Paris - The incoming European Commission should act immediately to boost investment in Europe and work for a new EU treaty permitting closer integration of the eurozone and looser ties with non-euro states like Britain, a leading think-tank said on Thursday.

In a series of memos addressed to the new heads of the European Union executive, the European Council of EU leaders and the European Parliament, the Bruegel economic research institute called for urgent action to revive growth through investment and liberalising energy, capital markets and the digital economy.

Despite widespread reluctance in Europe to risk renegotiating the bloc's governing treaty, with the risk of losing referendums, the authors said institutional reform was essential to stabilise the single currency.

"It would be a severe mistake to wait for the next crisis to reopen the discussion," Bruegel director Guntram Wolff and senior fellow Andre Sapir said in the keynote memo, to be presented at a news conference in Brussels on Thursday.

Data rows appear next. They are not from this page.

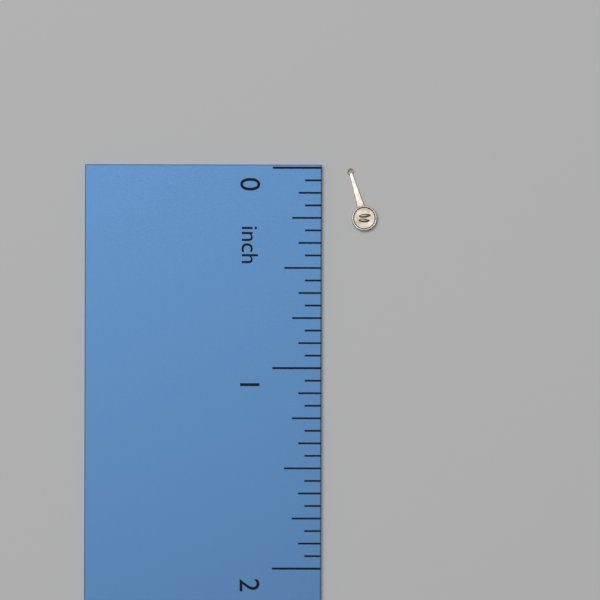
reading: 0.3125 inch
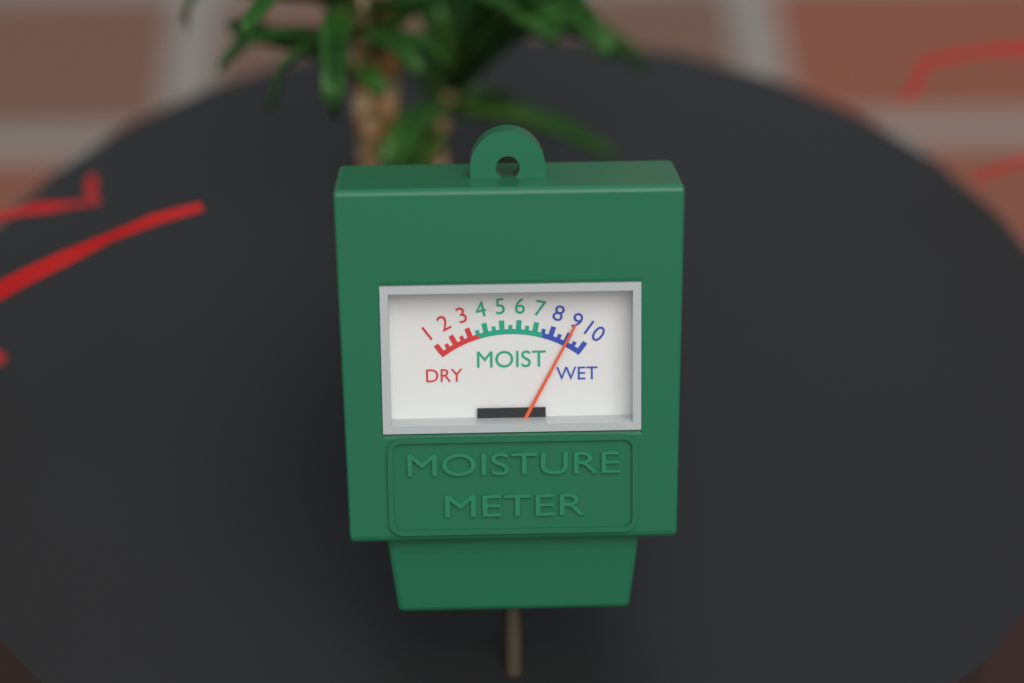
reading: 9.0 (no unit)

The incoming European Commission, due to be unveiled by president-elect Jean-Claude Juncker next week and take office in November, must put forward a credible growth strategy in time for its first EU summit in December, and start implementing it by mid-2015, the authors said.

That programme should be based on deeper global trade, more openness to immigration, improved education systems and a better functioning internal market to improve the investment climate.

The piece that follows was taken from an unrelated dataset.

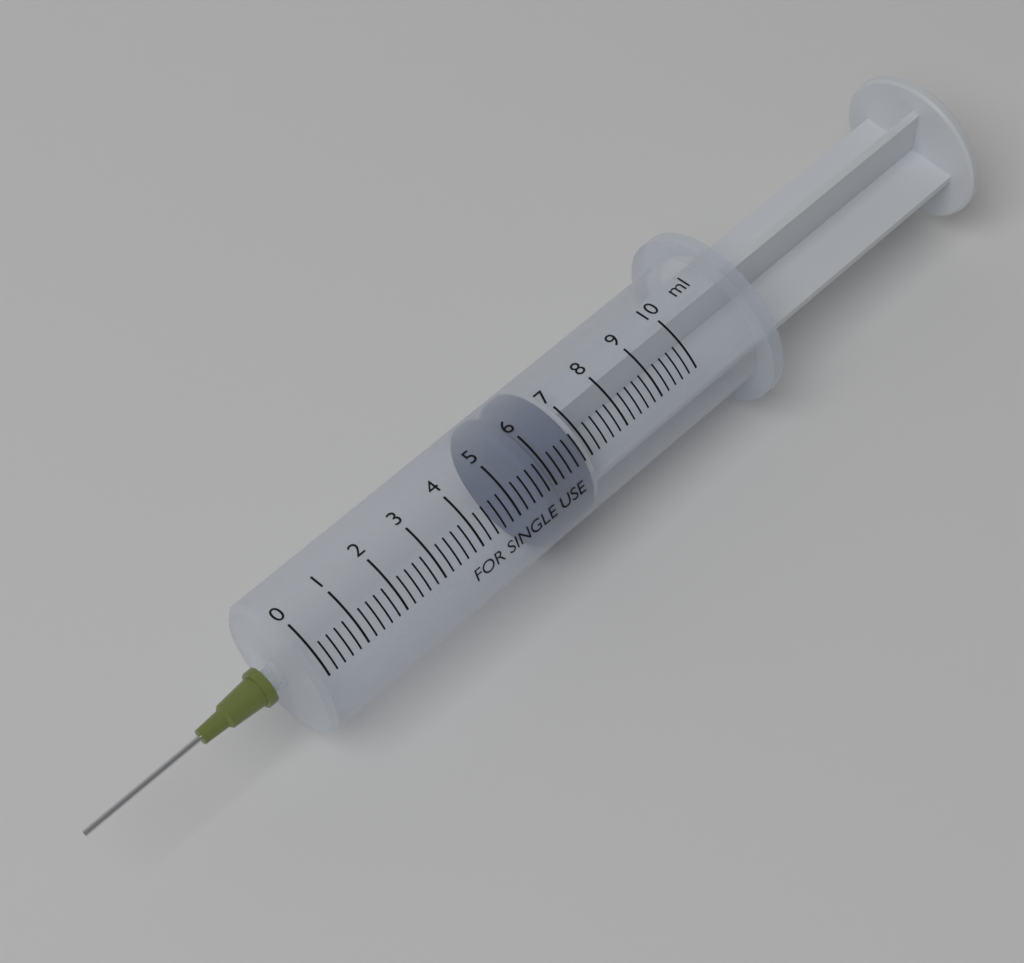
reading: 5.6 ml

The German and Belgian economists called for measures to improve demand, including a boost to public investment in education and infrastructure by EU powerhouse Germany, as well as supply-side reforms, notably in France and Italy, to modernise labour markets and social policies.

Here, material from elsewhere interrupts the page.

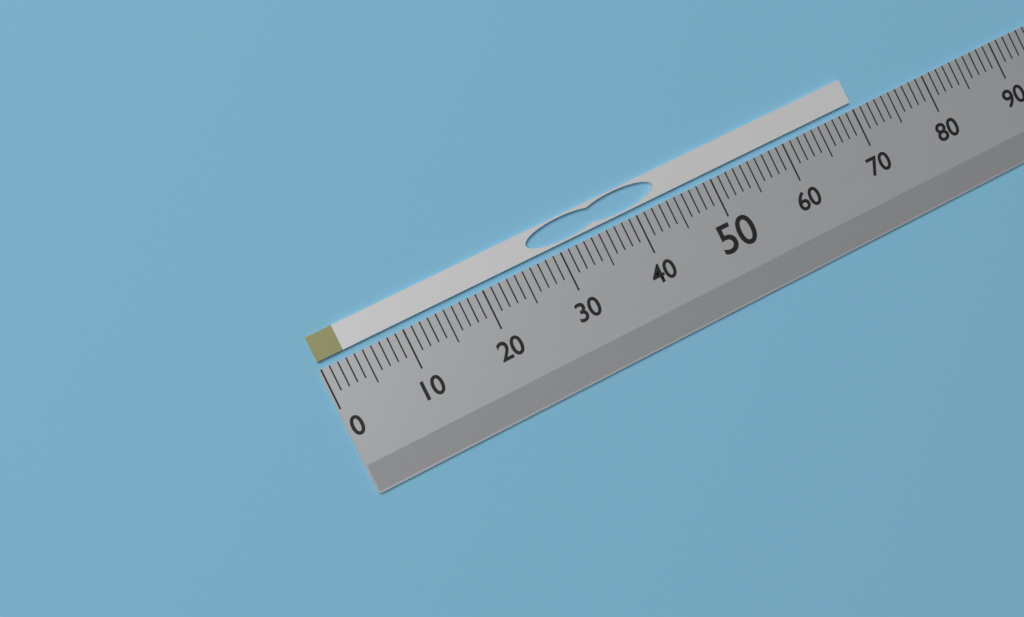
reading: 70 (no unit)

They urged the new Commission to reject "unwarranted" efforts by countries such as France to subordinate EU competition policy to industrial policy goals to encourage the emergence of "European champions".

While much of their economic policy advice resembles plans already in the works in the outgoing European Commission, their call for a far-reaching treaty reform may encounter resistance from EU leaders chastened by this year's big Eurosceptical vote in pan-European parliamentary elections.

Treaty change is essential, they contend, to create a fiscal union in the euro area with a common financial backstop for the EU's nascent banking union, common unemployment insurance and labour market policies and a finance minister empowered to veto national budgets that breach EU rules.

It would also enable the creation of a new, more limited "second tier" membership status for Britain and other countries which would participate in the single market but not share all other EU policies, the authors said.

"A result of treaty reform could be that the UK stops participating in the EU budget, while remaining in the single market for goods, services and capital, and ideally also labour," they said, arguing that Britain should be given minority rights but not allowed to block steps to strengthen the single market.

British Prime Minister David Cameron has called for a renegotiation of EU membership terms and promised to put the results to an in/out referendum in 2017 if he wins re-election next year.

The report also called for a streamlining of the way the European Commission works to reduce bureaucracy, curb unnecessary regulation and review the pay and benefits of EU staff to counter negative public perceptions.